Art in the Park

Tremenheere Gardens Sculpture Park

We know the world and his wife goes to Cornwall for the holidays but with places like Tremenheere to visit, who can blame them?

Tremenheere is a Sculpture Park. A visual delight. A garden of Eden.

Depending on when you go, you start your journey by winding through fields of daffodils, peonies or agapanthus being grown on the local farm. After a short while, the narrow, zig-zagging Cornish road reveals the entrance to a discreet car park surrounded by abundant planting and weathered standing stones. You feel you have arrived at a secret place far from the madding crowd.
Walk towards the contemporary timber and slate café, gift shop and plant nursery complex and the park opens up on the left with a gently sloping grassy hillside facing a glorious view of St. Michael’s mount floating on a hazy sea and a collection of impressive sculptures. Impressive in scale, variety and execution. Here you can ponder the sculptures or simply sit, eat, drink and admire the vista.

Detail from Darren Hawkes Chelsea Garden at Tremenheere

To the right, almost daring you to approach, is a shaded path. I would recommend that you definitely accept the challenge as this is where something really magical begins. The path follows a vibrant, bubbling channel of sparkling water rushing down the slope past you and a lush greenness envelopes you. As you snake your way deeper and higher into the unexpected forest, temperate flora gives way to a far more sub-tropical scene. Jurassic-sized tree ferns, banana trees, Agaves and Nesperas fill the hillside. Water is everywhere in the form of a myriad of streams, water-logged moss and deep, lily-covered pools filling the air with its scent, sound and life. Butterflies flutter and dragonflies dart from plant to plant and the modern world seems a million miles away.

Flora at the Tremenheere Sculpture Gardens

Transported to this other world, the sculptures that line the route pop out like lost artefacts in an Indiana Jones film. Simultaneously at one with their surroundings and in complete juxtaposition, they demand your attention and allow you to slow your journey to contemplate and wonder. Internationally renowned artists such as Kishio Suga, David Nash and Richard Long have created this series of site-specific artworks in a range of materials, subjects and techniques appealing to all tastes.
Climbing above the canopy, sun-kissed gravelled terraces are home to super-sized succulents and a number of viewing platforms. Sit, catch your breath and reflect at your leisure.
The sculptures get larger as the hill top emerges and the really stand out feature here is an installation by American artist, James Turrell RA. Tewlwolow Kernow is one of his spectacular skyspaces – a room that frames a portion of the sky through a hole in the roof allowing for some serious contemplation of the moving clouds above and the movement of light along the walls. A truly beautiful space.
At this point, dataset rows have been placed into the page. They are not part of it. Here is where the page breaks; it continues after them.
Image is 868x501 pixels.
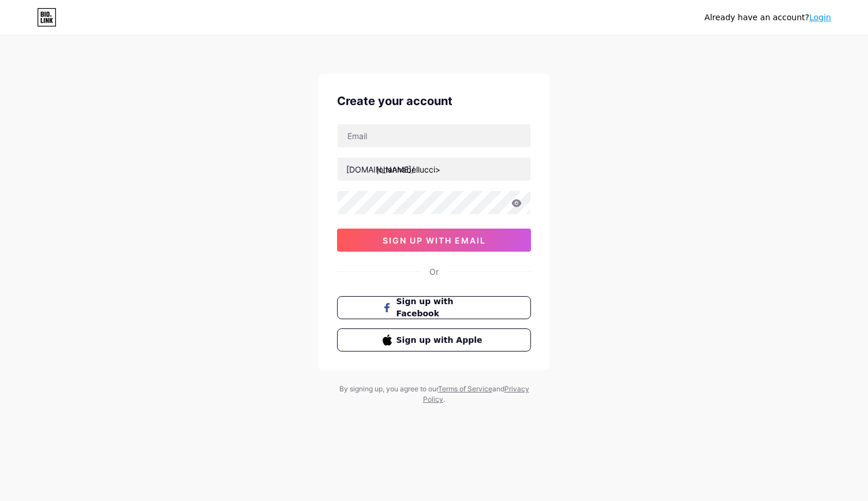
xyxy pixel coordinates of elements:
a: Terms of Service [438,384,492,392]
div: Already have an account? [704,12,831,23]
a: Login [809,13,831,22]
div: Create your account [337,93,531,109]
button: Sign up with Facebook [337,296,531,319]
div: By signing up, you agree to our and . [336,383,532,404]
button: Sign up with Apple [337,328,531,352]
button: sign up with email [337,229,531,251]
span: sign up with email [383,235,486,245]
div: [DOMAIN_NAME]/ [346,163,414,175]
input: username [338,158,530,180]
input: Email [338,124,530,147]
div: Or [429,266,439,277]
span: Sign up with Facebook [397,296,486,320]
span: Sign up with Apple [397,334,486,346]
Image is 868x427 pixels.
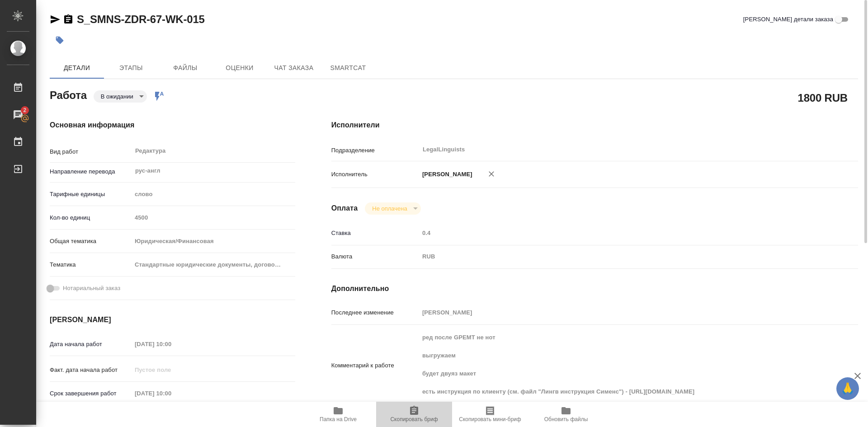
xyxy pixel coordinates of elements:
[50,119,295,131] h4: Основная информация
[164,63,207,74] span: Файлы
[743,15,833,24] span: [PERSON_NAME] детали заказа
[50,14,60,25] button: Скопировать ссылку для ЯМессенджера
[50,340,132,349] p: Дата начала работ
[18,106,31,114] span: 2
[459,416,520,422] span: Скопировать мини-бриф
[419,330,814,399] textarea: ред после GPEMT не нот выгружаем будет двуяз макет есть инструкция по клиенту (см. файл "Лингв ин...
[544,416,588,422] span: Обновить файлы
[50,365,132,374] p: Факт. дата начала работ
[376,401,452,427] button: Скопировать бриф
[331,308,419,317] p: Последнее изменение
[365,202,420,215] div: В ожидании
[132,387,210,400] input: Пустое поле
[419,306,814,319] input: Пустое поле
[109,63,153,74] span: Этапы
[419,170,472,179] p: [PERSON_NAME]
[218,63,261,74] span: Оценки
[55,63,99,74] span: Детали
[132,363,210,377] input: Пустое поле
[326,63,370,74] span: SmartCat
[331,119,858,131] h4: Исполнители
[50,86,87,102] h2: Работа
[331,170,419,179] p: Исполнитель
[63,283,120,293] span: Нотариальный заказ
[132,234,295,249] div: Юридическая/Финансовая
[2,104,34,126] a: 2
[390,416,437,422] span: Скопировать бриф
[331,252,419,261] p: Валюта
[331,146,419,155] p: Подразделение
[419,249,814,264] div: RUB
[50,237,132,246] p: Общая тематика
[798,90,847,105] h2: 1800 RUB
[50,190,132,199] p: Тарифные единицы
[452,401,528,427] button: Скопировать мини-бриф
[50,31,70,50] button: Добавить тэг
[132,337,210,350] input: Пустое поле
[369,205,409,212] button: Не оплачена
[132,211,295,224] input: Пустое поле
[132,187,295,202] div: слово
[50,389,132,398] p: Срок завершения работ
[50,213,132,222] p: Кол-во единиц
[50,147,132,156] p: Вид работ
[98,92,136,100] button: В ожидании
[50,167,132,176] p: Направление перевода
[300,401,376,427] button: Папка на Drive
[331,283,858,294] h4: Дополнительно
[50,314,295,325] h4: [PERSON_NAME]
[528,401,604,427] button: Обновить файлы
[272,63,316,74] span: Чат заказа
[77,13,205,26] a: S_SMNS-ZDR-67-WK-015
[331,202,358,214] h4: Оплата
[419,226,814,239] input: Пустое поле
[331,361,419,370] p: Комментарий к работе
[840,379,855,398] span: 🙏
[331,229,419,237] p: Ставка
[481,164,501,184] button: Удалить исполнителя
[94,90,147,102] div: В ожидании
[319,416,357,422] span: Папка на Drive
[132,257,295,272] div: Стандартные юридические документы, договоры, уставы
[63,14,74,25] button: Скопировать ссылку
[836,377,859,400] button: 🙏
[50,260,132,269] p: Тематика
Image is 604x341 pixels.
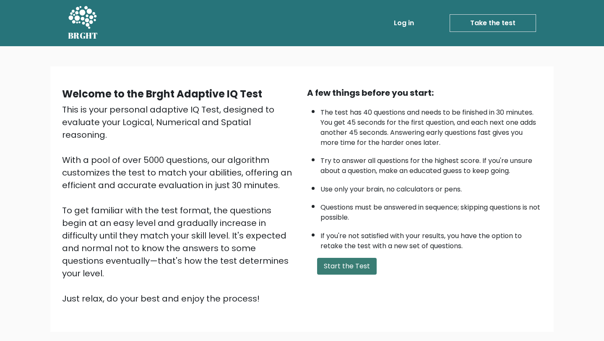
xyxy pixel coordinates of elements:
[68,31,98,41] h5: BRGHT
[321,152,542,176] li: Try to answer all questions for the highest score. If you're unsure about a question, make an edu...
[321,180,542,194] li: Use only your brain, no calculators or pens.
[321,198,542,222] li: Questions must be answered in sequence; skipping questions is not possible.
[321,227,542,251] li: If you're not satisfied with your results, you have the option to retake the test with a new set ...
[321,103,542,148] li: The test has 40 questions and needs to be finished in 30 minutes. You get 45 seconds for the firs...
[68,3,98,43] a: BRGHT
[62,103,297,305] div: This is your personal adaptive IQ Test, designed to evaluate your Logical, Numerical and Spatial ...
[307,86,542,99] div: A few things before you start:
[317,258,377,274] button: Start the Test
[62,87,262,101] b: Welcome to the Brght Adaptive IQ Test
[450,14,536,32] a: Take the test
[391,15,418,31] a: Log in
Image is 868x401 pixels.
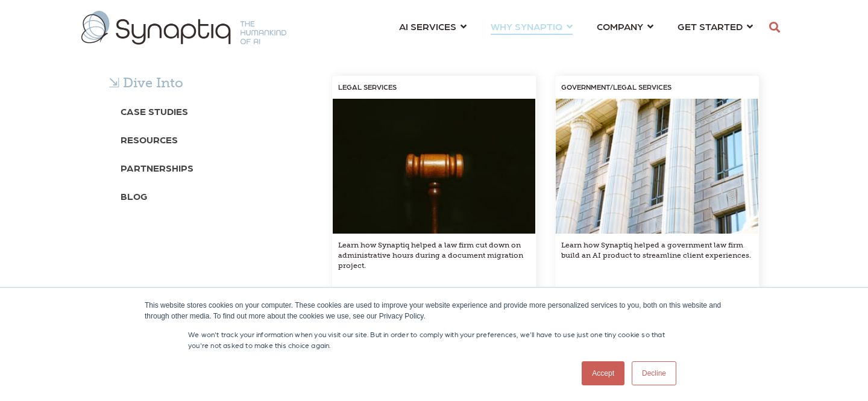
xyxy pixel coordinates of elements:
a: Accept [582,361,625,386]
span: WHY SYNAPTIQ [490,18,562,35]
span: COMPANY [596,18,643,35]
span: GET STARTED [677,18,743,35]
nav: menu [387,6,765,49]
a: COMPANY [596,15,654,37]
a: WHY SYNAPTIQ [490,15,573,37]
a: GET STARTED [677,15,753,37]
p: We won't track your information when you visit our site. But in order to comply with your prefere... [188,329,680,350]
a: Decline [632,361,676,386]
div: This website stores cookies on your computer. These cookies are used to improve your website expe... [144,300,724,321]
img: synaptiq logo-1 [82,11,286,44]
a: AI SERVICES [399,15,467,37]
span: AI SERVICES [399,18,456,35]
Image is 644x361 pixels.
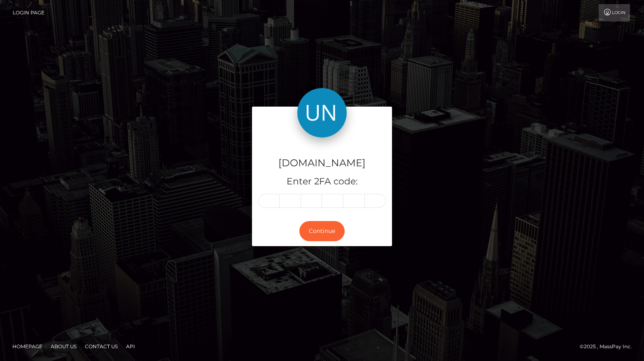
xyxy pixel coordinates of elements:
a: Login [599,4,630,22]
a: About Us [47,340,80,352]
a: Login Page [13,4,44,22]
a: Homepage [9,340,46,352]
h5: Enter 2FA code: [258,175,386,188]
button: Continue [299,221,345,241]
a: API [123,340,138,352]
img: Unlockt.me [297,88,347,137]
h4: [DOMAIN_NAME] [258,156,386,170]
a: Contact Us [81,340,121,352]
div: © 2025 , MassPay Inc. [580,342,638,351]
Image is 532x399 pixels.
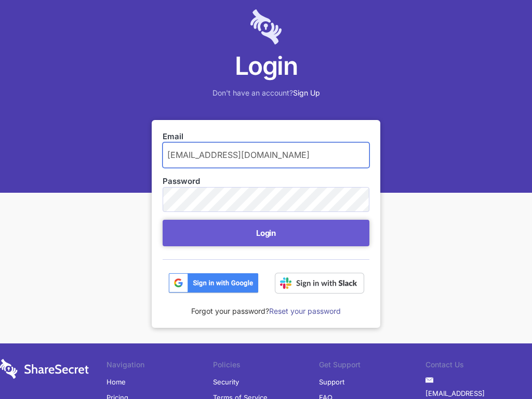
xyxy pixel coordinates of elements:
label: Password [163,175,370,187]
a: Sign Up [293,88,320,97]
li: Contact Us [426,359,532,374]
img: Sign in with Slack [275,273,364,294]
iframe: Drift Widget Chat Controller [480,347,519,386]
a: Security [213,374,239,390]
img: btn_google_signin_dark_normal_web@2x-02e5a4921c5dab0481f19210d7229f84a41d9f18e5bdafae021273015eeb... [168,273,259,294]
li: Get Support [319,359,426,374]
a: Home [106,374,126,390]
a: Reset your password [269,307,341,316]
div: Forgot your password? [163,294,370,317]
img: logo-lt-purple-60x68@2x-c671a683ea72a1d466fb5d642181eefbee81c4e10ba9aed56c8e1d7e762e8086.png [250,9,282,45]
li: Navigation [106,359,213,374]
label: Email [163,131,370,142]
a: Support [319,374,345,390]
li: Policies [213,359,320,374]
button: Login [163,220,370,246]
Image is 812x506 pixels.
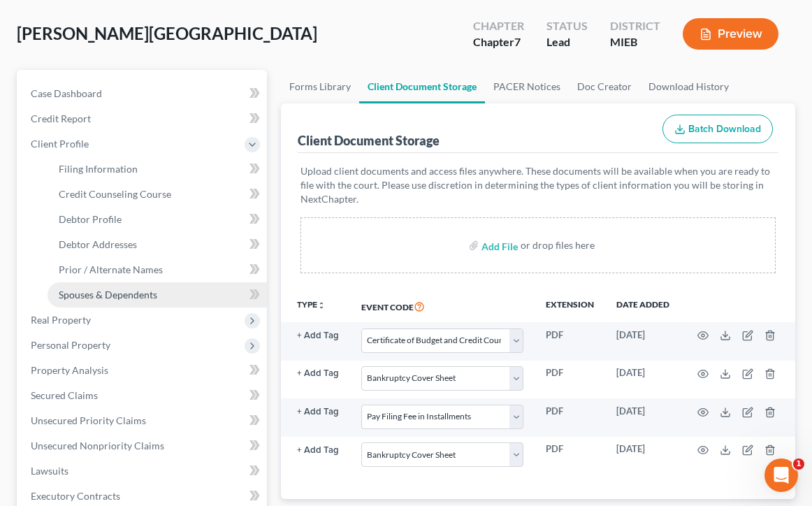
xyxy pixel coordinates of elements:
[48,156,267,182] a: Filing Information
[662,114,773,144] button: Batch Download
[20,107,267,131] a: Credit Report
[31,113,90,124] span: Credit Report
[689,123,761,135] span: Batch Download
[31,414,146,426] span: Unsecured Priority Claims
[547,34,587,51] div: Lead
[534,322,605,360] td: PDF
[610,18,660,34] div: District
[59,188,171,200] span: Credit Counseling Course
[682,18,778,50] button: Preview
[20,408,267,433] a: Unsecured Priority Claims
[605,290,681,322] th: Date added
[298,132,439,149] div: Client Document Storage
[31,314,90,326] span: Real Property
[534,437,605,488] td: PDF
[534,360,605,399] td: PDF
[20,81,267,107] a: Case Dashboard
[31,490,120,501] span: Executory Contracts
[48,282,267,307] a: Spouses & Dependents
[301,164,775,206] p: Upload client documents and access files anywhere. These documents will be available when you are...
[610,34,660,51] div: MIEB
[605,322,681,360] td: [DATE]
[764,458,798,491] iframe: Intercom live chat
[31,364,108,376] span: Property Analysis
[48,257,267,282] a: Prior / Alternate Names
[17,23,317,43] span: [PERSON_NAME][GEOGRAPHIC_DATA]
[605,398,681,437] td: [DATE]
[281,70,359,104] a: Forms Library
[473,34,524,51] div: Chapter
[605,360,681,399] td: [DATE]
[31,439,164,452] span: Unsecured Nonpriority Claims
[31,389,98,401] span: Secured Claims
[359,70,485,104] a: Client Document Storage
[20,383,267,408] a: Secured Claims
[547,18,587,34] div: Status
[48,207,267,232] a: Debtor Profile
[31,87,102,99] span: Case Dashboard
[297,407,339,416] button: + Add Tag
[317,301,326,310] i: unfold_more
[473,18,524,34] div: Chapter
[485,70,569,104] a: PACER Notices
[20,433,267,458] a: Unsecured Nonpriority Claims
[297,442,339,455] a: + Add Tag
[521,238,594,252] div: or drop files here
[297,445,339,455] button: + Add Tag
[59,288,157,301] span: Spouses & Dependents
[605,437,681,488] td: [DATE]
[59,238,137,250] span: Debtor Addresses
[534,398,605,437] td: PDF
[48,182,267,207] a: Credit Counseling Course
[534,290,605,322] th: Extension
[59,213,122,225] span: Debtor Profile
[640,70,737,104] a: Download History
[31,465,68,476] span: Lawsuits
[350,290,534,322] th: Event Code
[297,301,326,310] button: TYPEunfold_more
[31,339,110,350] span: Personal Property
[20,458,267,484] a: Lawsuits
[59,163,138,175] span: Filing Information
[31,138,89,150] span: Client Profile
[59,264,163,275] span: Prior / Alternate Names
[569,70,640,104] a: Doc Creator
[297,328,339,342] a: + Add Tag
[514,35,521,48] span: 7
[20,358,267,383] a: Property Analysis
[297,366,339,380] a: + Add Tag
[297,369,339,378] button: + Add Tag
[48,232,267,257] a: Debtor Addresses
[297,331,339,340] button: + Add Tag
[793,458,804,469] span: 1
[297,405,339,418] a: + Add Tag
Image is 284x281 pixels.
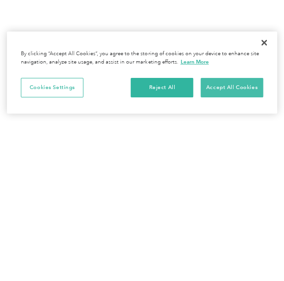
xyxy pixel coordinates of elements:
[7,32,277,114] div: Cookie banner
[21,50,263,66] div: By clicking “Accept All Cookies”, you agree to the storing of cookies on your device to enhance s...
[254,32,275,53] button: Close
[21,78,84,97] button: Cookies Settings
[201,78,263,97] button: Accept All Cookies
[7,32,277,114] div: Privacy
[131,78,193,97] button: Reject All
[180,58,209,65] a: More information about your privacy, opens in a new tab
Tewlwolow Kernow by James Turrell at Tremenheere

Meander back down the hillside passing more intriguing sculptures and exquisite plants and come back out of the woods onto the lush grass. Ahead of you is the oak-framed gallery that displays a regularly changing exhibition of paintings and small sculptural pieces by local, national and international artists. With two floors, it is one of the largest purpose-built galleries in Cornwall and well worth a look. A must for an arty day out.

A Brief History of the Garden

The hillside site was farmland for the monks of St. Michaels up until the Tremenheere family purchased it in the late 13th century. It stayed in the family for over 600 years and it was thanks to Seymour Tremenheere, who started the planting in the early 19th century, that the gardens began to take shape. The Sculpture Park that you can visit today is down to the vision of Neil Armstrong who has harnessed the natural rugged beauty of the area and worked to use its highly-favoured micro-climate to create a very special garden.